The narrator of The Pillars is Pano, a late-20s/early-30s prose poet of Greek descent living in Western Sydney. He lives with Kane, an IT consultant with tribal tattoos who jokes that Pano call him “landlord”, not “housemate”. That is significant in a novel where property power is everything and each word seems to take on a menacing aura.

Kane becomes obsessed with fighting a proposed mosque down the road, which he is concerned will lower the suburb’s property values. He convinces Pano, with sexual gratification that Pano mistakes for a healthy relationship, to help him in his campaign. I’m not sure this is saying a lot about the relationship between gays and Islam, beyond people being self-serving hypocrites; it’s played more for shock-value and humour.

More complex is the ghost-writing gig Pano is doing for Basil, a waxed-smooth fuckboy property developer Pano went to highschool with. And in flashbacks we see Pano’s relationship with his Greek heritage and his mother, who can’t work thanks to factory-induced asthma and suffers from some kind of debilitating psychosis. This feminine relationship maybe, just maybe, offers Pano some kind of salvation, or at least a power he can draw on.

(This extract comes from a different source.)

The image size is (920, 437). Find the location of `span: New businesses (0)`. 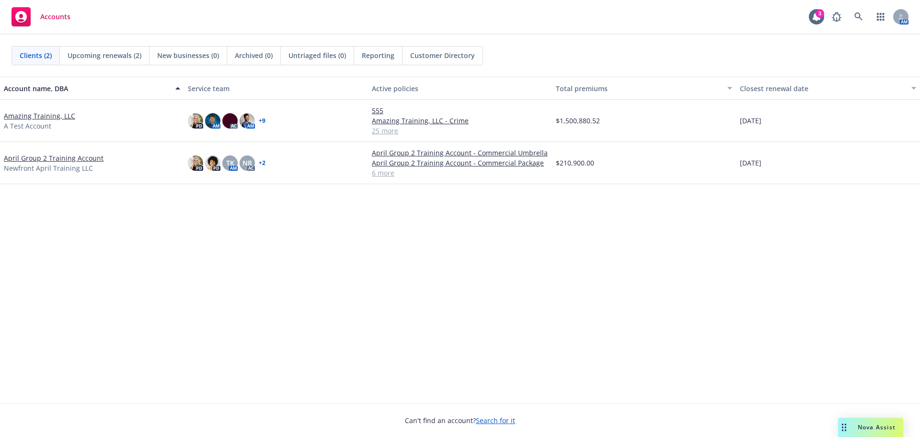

Pano, to put it plainly, is a wet wipe. Internally virtuous, he goes along with all sorts of questionable schemes to be validated by others. He’s a walking result of toxic homo-masculinity. His late transformation into anti-hero, or just straight up villain, comes as a relief. Finally someone we can cheer for in this fucked up world! Underneath it all though is the agony of displacement, of being separated from who you are; it is this that stops the novel becoming a “burn it all” screed.

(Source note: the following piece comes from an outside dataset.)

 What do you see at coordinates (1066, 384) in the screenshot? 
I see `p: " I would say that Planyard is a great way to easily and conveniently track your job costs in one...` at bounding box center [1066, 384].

This is a novel set against Australia’s ridiculous housing market inequalities. Western Sydney is a place in flux, where the old migrant community is being rapidly displaced by an influx of cheap, poorly-constructed apartment complexes. Like Polites’ previous novel, Down The Hume, The Pillars operates primarily in a noir mode. Cynicism rules, morality is ambiguous, and identities can be manipulated to achieve whatever their possessor wants. It’s a world where the fucked-up-ness of late capitalism means you can only join in, or be crushed into the ground.

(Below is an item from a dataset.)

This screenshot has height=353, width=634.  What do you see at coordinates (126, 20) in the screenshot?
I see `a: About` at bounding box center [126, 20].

Polites’ writing has the clarity and incisiveness you would expect of a prose poet. It is as clean and empty (in a good way) as the housing estates and property developments sweeping Pano’s suburbs. People are reduced to brands, commodities and body parts; the sex is transactional, and hot. The Pillars is often funny, but its humour is ultimately subsumed to its grim outlook.

Gay rating: 5/5 for graphic gay sex, daddy issues, and ruthless satire of Sydney Instagays. 

The Pillars is published by Hachette.